Friday, October 29, 2021

Horrorfest 2021: Slugs: The Movie

Slugs: The Movie (1988)
Written by Ron Gantman and Juan Piquer Simon
Based on the book by Shaun Hutson
Directed by Juan Piquer Simon
Starring Michael Garfield and Kim Terry
USA/Spain

Every year (except last year – pandemic!) the Hollywood Theater down the street holds an all-night horror movie marathon in honor of Halloween. I’ve attended twice, and I attended this year. It’s a fun event where you don’t know which four movies are going to be shown, and you get more and more delirious as your sleep deprived night goes on. Even if the movies are terrible, it’s still fun. This year, three out of the four movies were movies I had never seen before, so I was able to include them in Horrorfest. SLUGS: THE MOVIE is the first one.

Positioned as a JAWS clone, only with slugs instead of sharks, SLUGS unfolds how you might expect – people are dying, no one knows why, the health inspector figures it’s slugs, the authorities thing he’s crazy, he puts together a team to hunt down and destroy the slugs once and for all, credits.

So, the movie is objectively not good, however it is never dull and has a lot of gross out moments as well as unintentionally funny moments. Also, for the most part, the special effects are pretty great.

It’s one of those movies that you begin to expect might have been made by aliens – there’s lots of scenes of humans in seemingly normal social situations, but the way the dialogue goes and the scenes develop, it plays as if it’s someone’s approximation of what they think humans might do, as opposed to something a human who has been around other humans might write and direct.

My favorite part was the overly enthusiastic score. It’s actually a pretty good score, by the standards of the time, especially for a B-movie. But it’s employed in such an odd way. Most of the suspenseful and action packed music cues end up getting used in the endless filler footage of cars either arriving places and parking, or departing places. The juxtaposition of an orchestra going full throttle while someone carefully parks their car is comedy gold.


INSTRUCTIONS FOR THE TASK ::
Report each line of the entries that includes "title" by copying it.

GIVEN ENTRIES ::
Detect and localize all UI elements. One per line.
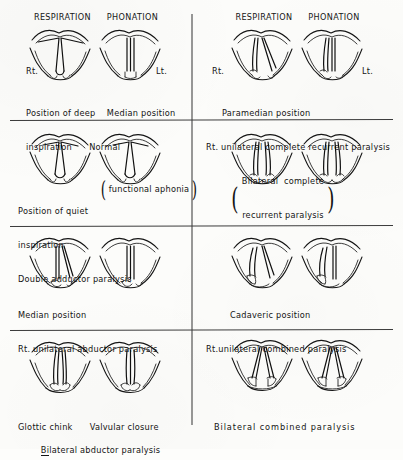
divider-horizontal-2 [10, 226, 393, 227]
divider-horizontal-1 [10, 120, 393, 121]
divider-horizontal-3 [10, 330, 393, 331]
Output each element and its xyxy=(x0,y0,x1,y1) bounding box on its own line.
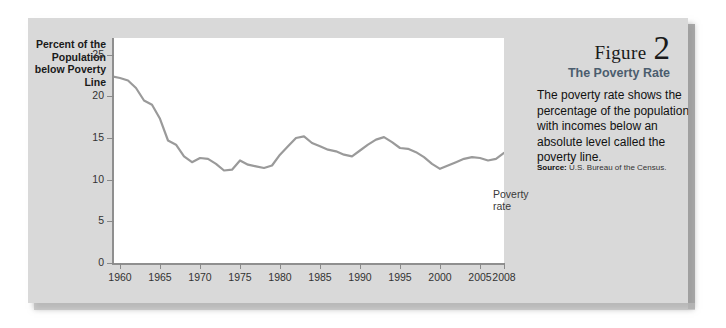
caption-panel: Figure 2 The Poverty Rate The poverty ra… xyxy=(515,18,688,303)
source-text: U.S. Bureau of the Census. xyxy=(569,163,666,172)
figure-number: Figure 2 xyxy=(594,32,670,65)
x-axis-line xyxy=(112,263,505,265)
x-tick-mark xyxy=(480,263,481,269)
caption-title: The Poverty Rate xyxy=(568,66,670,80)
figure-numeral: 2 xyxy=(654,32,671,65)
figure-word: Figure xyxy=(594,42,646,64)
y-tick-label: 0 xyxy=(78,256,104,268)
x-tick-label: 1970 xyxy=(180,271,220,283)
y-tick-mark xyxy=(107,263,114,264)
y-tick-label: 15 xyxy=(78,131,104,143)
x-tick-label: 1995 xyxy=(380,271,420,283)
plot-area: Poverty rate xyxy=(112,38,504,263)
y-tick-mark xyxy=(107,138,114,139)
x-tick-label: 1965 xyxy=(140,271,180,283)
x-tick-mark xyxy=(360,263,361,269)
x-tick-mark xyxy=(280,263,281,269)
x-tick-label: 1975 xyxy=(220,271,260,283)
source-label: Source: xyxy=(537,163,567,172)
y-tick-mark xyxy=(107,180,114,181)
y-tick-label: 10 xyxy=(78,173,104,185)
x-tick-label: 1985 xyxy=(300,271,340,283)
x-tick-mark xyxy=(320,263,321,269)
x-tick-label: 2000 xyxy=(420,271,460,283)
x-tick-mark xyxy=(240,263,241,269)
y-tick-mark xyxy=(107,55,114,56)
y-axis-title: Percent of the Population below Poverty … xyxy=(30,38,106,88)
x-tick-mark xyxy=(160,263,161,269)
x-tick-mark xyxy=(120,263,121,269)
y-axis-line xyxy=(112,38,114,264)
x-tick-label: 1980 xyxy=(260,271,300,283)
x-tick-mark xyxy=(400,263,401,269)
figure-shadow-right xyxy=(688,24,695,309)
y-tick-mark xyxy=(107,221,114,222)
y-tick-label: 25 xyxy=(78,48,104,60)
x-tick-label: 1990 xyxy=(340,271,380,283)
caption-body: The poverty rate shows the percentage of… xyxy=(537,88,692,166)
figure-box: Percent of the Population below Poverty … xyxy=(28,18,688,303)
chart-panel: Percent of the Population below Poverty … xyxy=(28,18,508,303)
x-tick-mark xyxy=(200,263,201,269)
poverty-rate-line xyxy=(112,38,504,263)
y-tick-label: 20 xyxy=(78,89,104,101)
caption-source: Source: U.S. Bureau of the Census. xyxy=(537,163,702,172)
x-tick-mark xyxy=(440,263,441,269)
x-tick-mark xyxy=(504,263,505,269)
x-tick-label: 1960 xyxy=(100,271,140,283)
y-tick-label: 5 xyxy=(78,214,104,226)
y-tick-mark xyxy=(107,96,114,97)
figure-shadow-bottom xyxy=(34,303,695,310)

--

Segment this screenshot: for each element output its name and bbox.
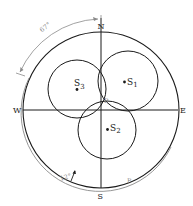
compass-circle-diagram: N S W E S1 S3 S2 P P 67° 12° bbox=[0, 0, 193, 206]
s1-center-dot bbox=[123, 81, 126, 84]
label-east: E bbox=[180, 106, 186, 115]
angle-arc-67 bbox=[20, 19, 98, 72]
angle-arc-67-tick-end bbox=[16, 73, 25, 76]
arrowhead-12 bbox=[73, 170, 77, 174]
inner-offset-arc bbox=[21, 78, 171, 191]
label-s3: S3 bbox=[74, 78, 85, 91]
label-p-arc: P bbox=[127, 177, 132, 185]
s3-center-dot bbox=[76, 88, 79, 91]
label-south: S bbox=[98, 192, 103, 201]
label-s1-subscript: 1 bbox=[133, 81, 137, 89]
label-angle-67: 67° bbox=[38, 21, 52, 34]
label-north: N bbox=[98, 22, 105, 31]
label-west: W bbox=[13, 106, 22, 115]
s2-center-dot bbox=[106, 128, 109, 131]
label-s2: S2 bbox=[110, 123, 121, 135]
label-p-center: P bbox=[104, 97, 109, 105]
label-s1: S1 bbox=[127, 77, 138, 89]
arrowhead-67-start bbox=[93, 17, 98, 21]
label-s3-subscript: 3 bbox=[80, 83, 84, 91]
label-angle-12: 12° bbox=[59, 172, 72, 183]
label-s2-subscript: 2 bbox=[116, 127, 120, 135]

SOLUTION FOR THIS EXERCISE ::
caption-title: The Poverty Rate xyxy=(568,66,670,80)
y-axis-title: Percent of the Population below Poverty … xyxy=(30,38,106,88)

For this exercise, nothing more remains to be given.